Issue 054

September 2009

Who would have thought that a blue-blooded public schoolboy from an elite independent fee-paying boarding school in the English countryside would wind up as a cage fighter in the Ultimate Fighting Championship?  

It was a story missed by most headline writers, sliding under the radar, as James Wilks (who has been living in California having found himself a role in life training US law enforcement) dismantled the over-rated and rather loose-lipped DeMarques Johnson in the welterweight final of TUF 9. He kept it quiet, but Wilks had the most English of educations, attending preparatory school before going on to boarding school at the upper-class Uppingham, where fees are £25,000 a year [about $41,000]. Many of his school friends are now investment bankers, musicians and lawyers. One of them is an opera singer.  

Founded in 1584, Uppingham’s first notable schoolboy was Henry Ferne, who was chaplain to King Charles I, the monarch who was eventually deposed and executed after the first English civil war. Four hundred and something years later, Wilks now rightly takes his place in the UFC as a modern-day unarmed gladiator, with a six-figure contract in the most testing physical arena imaginable. Wilks may not have the skill-set to take the mantle from the likes of Georges St Pierre and may have already reached the big ‘three-oh’ in age, but he certainly possesses the composure that top-level fighters have mastered.  

Some will say he learnt his ‘stiff upper lip’ on the playing fields at school. Indeed, it is often reputed that the backbone of the expansion of the colonial British Empire were England’s Public Schools. They are often regarded as bastions of tradition, and misguidedly more closely associated with Harry Potter rather than ‘parry’ and ‘counter’. There is indeed a tradition of creating hard soldiers, going back to the days of ‘muscular Christianity’. In reality, it is no surprise that Wilks fared well in the TUF house. School had prepared him for it.  

Since his TUF triumph, I spoke to Wilks’ father, Gary, who explained that, as a teenager, young James had been hit in the face by a local thug while out in the street in Uppingham one evening. It was a seminal moment for the young man, who decided he would never allow it to happen again. Quiet chap but, let’s face it, who’d want to be on the wrong side of him?  

“I never thought he would end up as a cage fighter or Ultimate Fighter. But it is a case of ‘still waters running deep’ with James,” explained his father. “He’s a very gentle person, and plans everything he does like a chess game. He’s a very cerebral person, even as a fighter.”  

His father believes that Wilks’ fierce determination and physical prowess comes from his grandfather, Thomas Wilks, a paratrooper who fought in the Arnhem assault in World War II. The fighter’s father insisted that his son had eschewed a career in the military as he was “too much of a free spirit with his own sense of discipline.” Good luck to him. And for those who say Wilks is not English – poppycock!  

TUF 10 a serious wake-up call for Kevin Ferguson  

Kevin Ferguson, 35, could go on to become the star of the next series of The Ultimate Fighter. Yet he has one distinct disadvantage: his alter-ego, Kimbo Slice.  

Kimbo is a throwback in MMA, more akin to the early street fighters, and TUF 10 is going to be some wake-up call. They reckon the tough guy behind the scruffy beard – who has reputedly served ten years in prison and was once a bodyguard for a porn baron – is more of a pussycat, painting his toenails black, and fighting only for his ‘babies’. For the record, they are: Kevin Jr, Kevin II, Kevlar, Kassandra, Kiara and Kevina. I know. Tell me about it. Answers and reasons to that one on a postcard, please.  

His mother, Rosemary Clarke, says the 6’2”, 235lb ‘beast’ is really “a mother’s boy”. “Gentle, kind, easygoing, always sharing with his friends. He’s just a loveable person,” says Mrs Clarke. Yet he was famously dubbed ‘The King of the Web Brawlers’ by Rolling Stone magazine, and many of us have seen his unlicensed fights online.  

Slice’s next chapter is now set – as a cast member of The Ultimate Fighter season 10, currently being filmed in Las Vegas. I’m hearing from insiders that it has the makings of a dramatic series.  

Unquestionably it is a marketing ploy of staggeringly canny proportions by the UFC, yet he has already been a TV headliner, arguably inappropriately miscast. To entrap himself with 15 other heavyweight aspirants in a house with cameras watching his every move, and the bristling team captains in Rampage Jackson and Rashad Evans, is some cocktail. It could be an explosive meeting of egos.  

One of Slice’s motivating factors is his desire to silence the criticism rumbling from Dana White, who last year insisted BJ Penn, at 155lb, would defeat Kimbo. TUF 10 could be a tough one for Kimbo. It will seriously test his mental strength, and if he can come through it his star will rise again. Get knocked out early, and Kimbo Slice will remain the shadowy specters of MMA who never quite made it from the underground to the mainstream.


WHAT THE EXERCISE ASKS
Wherever the string "chart" occurs in a line of these records, report that line.

(Dataset listings of figures)
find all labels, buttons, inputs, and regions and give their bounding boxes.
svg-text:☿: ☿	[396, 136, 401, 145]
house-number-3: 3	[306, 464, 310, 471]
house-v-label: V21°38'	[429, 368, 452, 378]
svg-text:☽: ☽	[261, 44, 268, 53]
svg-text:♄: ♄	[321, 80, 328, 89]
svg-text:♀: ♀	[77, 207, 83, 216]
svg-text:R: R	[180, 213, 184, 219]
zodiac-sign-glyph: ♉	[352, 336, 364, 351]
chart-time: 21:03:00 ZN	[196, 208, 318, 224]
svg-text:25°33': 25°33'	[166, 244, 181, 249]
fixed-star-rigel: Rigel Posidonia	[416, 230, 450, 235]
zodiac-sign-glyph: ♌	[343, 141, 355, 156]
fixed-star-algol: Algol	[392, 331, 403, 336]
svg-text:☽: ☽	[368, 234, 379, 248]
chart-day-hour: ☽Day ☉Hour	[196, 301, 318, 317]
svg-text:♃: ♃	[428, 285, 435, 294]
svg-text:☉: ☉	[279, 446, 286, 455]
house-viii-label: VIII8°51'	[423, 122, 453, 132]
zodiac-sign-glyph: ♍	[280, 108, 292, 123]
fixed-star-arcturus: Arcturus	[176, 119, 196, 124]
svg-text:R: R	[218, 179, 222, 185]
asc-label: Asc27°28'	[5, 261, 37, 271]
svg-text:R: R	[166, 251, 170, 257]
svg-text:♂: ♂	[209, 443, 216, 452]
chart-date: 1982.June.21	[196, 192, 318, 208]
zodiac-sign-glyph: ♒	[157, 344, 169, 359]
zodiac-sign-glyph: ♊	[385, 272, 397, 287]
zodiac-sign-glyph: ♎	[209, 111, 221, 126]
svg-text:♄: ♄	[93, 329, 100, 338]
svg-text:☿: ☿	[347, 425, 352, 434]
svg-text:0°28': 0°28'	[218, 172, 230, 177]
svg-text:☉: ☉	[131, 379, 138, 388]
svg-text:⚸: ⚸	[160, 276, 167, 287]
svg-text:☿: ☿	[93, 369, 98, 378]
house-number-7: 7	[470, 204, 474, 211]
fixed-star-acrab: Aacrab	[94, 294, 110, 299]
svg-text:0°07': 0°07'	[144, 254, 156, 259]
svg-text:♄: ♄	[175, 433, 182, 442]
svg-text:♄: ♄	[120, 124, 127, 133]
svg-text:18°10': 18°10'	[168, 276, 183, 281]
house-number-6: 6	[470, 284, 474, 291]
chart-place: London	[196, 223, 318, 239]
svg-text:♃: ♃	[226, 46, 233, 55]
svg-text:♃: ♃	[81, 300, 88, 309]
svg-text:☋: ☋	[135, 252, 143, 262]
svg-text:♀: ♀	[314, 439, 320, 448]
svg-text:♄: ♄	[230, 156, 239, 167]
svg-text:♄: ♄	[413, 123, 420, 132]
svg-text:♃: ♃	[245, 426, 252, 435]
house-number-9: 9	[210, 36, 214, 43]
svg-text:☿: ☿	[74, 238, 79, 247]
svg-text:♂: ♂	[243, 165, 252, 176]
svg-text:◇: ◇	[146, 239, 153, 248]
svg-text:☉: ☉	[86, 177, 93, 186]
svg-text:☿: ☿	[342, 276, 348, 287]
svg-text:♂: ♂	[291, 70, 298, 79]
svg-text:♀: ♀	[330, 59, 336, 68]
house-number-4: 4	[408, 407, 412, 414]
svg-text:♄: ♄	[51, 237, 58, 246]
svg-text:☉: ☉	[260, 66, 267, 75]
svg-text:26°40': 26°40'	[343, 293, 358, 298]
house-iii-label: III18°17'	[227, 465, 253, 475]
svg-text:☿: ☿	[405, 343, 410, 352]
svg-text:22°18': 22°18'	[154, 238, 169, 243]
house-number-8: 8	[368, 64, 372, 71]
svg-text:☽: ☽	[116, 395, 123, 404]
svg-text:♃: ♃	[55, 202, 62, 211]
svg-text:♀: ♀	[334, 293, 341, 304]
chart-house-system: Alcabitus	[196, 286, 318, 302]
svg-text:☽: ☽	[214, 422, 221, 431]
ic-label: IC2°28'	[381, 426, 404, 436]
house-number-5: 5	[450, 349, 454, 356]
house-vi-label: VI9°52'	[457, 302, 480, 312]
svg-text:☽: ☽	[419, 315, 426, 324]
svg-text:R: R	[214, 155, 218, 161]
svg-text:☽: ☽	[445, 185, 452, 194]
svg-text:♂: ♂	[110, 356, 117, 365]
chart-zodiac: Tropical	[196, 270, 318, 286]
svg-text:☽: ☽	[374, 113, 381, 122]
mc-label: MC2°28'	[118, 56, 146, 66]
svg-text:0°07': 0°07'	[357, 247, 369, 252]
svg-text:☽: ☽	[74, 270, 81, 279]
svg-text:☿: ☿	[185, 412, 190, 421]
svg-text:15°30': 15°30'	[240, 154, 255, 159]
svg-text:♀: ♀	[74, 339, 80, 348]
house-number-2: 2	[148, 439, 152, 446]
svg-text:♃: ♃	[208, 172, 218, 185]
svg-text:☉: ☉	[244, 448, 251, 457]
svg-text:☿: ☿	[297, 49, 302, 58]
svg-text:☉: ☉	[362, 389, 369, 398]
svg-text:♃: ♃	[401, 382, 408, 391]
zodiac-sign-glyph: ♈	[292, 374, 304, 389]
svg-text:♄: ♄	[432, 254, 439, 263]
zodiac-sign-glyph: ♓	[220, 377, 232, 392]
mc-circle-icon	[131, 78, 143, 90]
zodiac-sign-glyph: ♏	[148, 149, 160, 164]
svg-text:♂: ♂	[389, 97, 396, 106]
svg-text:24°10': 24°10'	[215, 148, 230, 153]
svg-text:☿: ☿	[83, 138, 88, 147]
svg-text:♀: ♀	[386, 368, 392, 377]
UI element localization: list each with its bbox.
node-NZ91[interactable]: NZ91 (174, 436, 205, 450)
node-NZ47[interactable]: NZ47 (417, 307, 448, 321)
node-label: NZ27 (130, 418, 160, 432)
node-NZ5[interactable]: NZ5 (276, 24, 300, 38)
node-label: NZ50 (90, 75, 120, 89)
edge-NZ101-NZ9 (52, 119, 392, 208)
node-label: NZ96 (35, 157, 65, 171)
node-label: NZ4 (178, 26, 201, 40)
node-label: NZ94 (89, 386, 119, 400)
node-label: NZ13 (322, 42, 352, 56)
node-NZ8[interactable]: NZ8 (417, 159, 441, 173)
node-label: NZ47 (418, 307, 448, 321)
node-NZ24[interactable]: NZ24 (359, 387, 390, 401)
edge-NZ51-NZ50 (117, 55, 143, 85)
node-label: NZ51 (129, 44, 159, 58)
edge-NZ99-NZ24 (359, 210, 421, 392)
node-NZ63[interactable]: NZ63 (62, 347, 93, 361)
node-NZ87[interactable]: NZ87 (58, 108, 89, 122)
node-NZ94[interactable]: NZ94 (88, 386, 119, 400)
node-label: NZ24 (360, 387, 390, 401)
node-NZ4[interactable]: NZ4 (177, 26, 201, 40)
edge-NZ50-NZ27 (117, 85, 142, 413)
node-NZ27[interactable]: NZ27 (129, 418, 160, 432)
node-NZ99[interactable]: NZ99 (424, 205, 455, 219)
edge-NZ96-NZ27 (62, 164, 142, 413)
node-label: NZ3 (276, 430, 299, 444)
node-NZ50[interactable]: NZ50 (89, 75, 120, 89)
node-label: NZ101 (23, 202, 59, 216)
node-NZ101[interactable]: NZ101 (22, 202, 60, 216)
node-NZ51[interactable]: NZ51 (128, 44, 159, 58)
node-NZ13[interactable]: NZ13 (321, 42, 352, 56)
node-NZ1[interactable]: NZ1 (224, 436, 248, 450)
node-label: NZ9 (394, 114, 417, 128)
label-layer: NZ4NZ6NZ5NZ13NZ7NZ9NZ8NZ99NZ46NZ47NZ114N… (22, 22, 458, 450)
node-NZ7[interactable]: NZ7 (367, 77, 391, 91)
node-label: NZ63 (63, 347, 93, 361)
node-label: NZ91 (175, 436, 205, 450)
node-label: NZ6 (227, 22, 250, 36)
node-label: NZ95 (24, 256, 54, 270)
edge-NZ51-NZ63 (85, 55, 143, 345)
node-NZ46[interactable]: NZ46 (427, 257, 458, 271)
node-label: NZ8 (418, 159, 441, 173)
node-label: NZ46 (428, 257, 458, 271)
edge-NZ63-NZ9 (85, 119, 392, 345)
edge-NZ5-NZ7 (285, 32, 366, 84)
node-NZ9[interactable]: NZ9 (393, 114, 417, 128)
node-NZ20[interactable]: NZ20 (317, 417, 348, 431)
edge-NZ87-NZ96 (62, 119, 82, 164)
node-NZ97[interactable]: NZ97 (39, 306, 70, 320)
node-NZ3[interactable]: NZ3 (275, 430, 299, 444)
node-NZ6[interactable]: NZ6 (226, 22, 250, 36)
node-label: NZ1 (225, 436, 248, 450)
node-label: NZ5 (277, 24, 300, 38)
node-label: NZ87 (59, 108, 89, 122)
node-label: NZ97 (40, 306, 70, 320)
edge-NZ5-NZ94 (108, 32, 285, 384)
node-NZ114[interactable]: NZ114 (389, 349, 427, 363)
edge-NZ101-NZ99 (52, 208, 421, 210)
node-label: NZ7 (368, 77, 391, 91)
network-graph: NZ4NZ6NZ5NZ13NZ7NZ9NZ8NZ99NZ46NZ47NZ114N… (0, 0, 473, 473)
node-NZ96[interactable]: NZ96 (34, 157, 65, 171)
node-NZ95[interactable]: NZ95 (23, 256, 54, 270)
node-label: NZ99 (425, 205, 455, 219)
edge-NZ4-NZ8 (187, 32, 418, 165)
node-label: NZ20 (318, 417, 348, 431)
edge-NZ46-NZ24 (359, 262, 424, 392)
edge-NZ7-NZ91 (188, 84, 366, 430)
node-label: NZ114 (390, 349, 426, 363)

ANSWER TO THE EXERCISE
chart-time: 21:03:00 ZN	[196, 208, 318, 224]
chart-day-hour: ☽Day ☉Hour	[196, 301, 318, 317]
chart-date: 1982.June.21	[196, 192, 318, 208]
chart-place: London	[196, 223, 318, 239]
chart-house-system: Alcabitus	[196, 286, 318, 302]
chart-zodiac: Tropical	[196, 270, 318, 286]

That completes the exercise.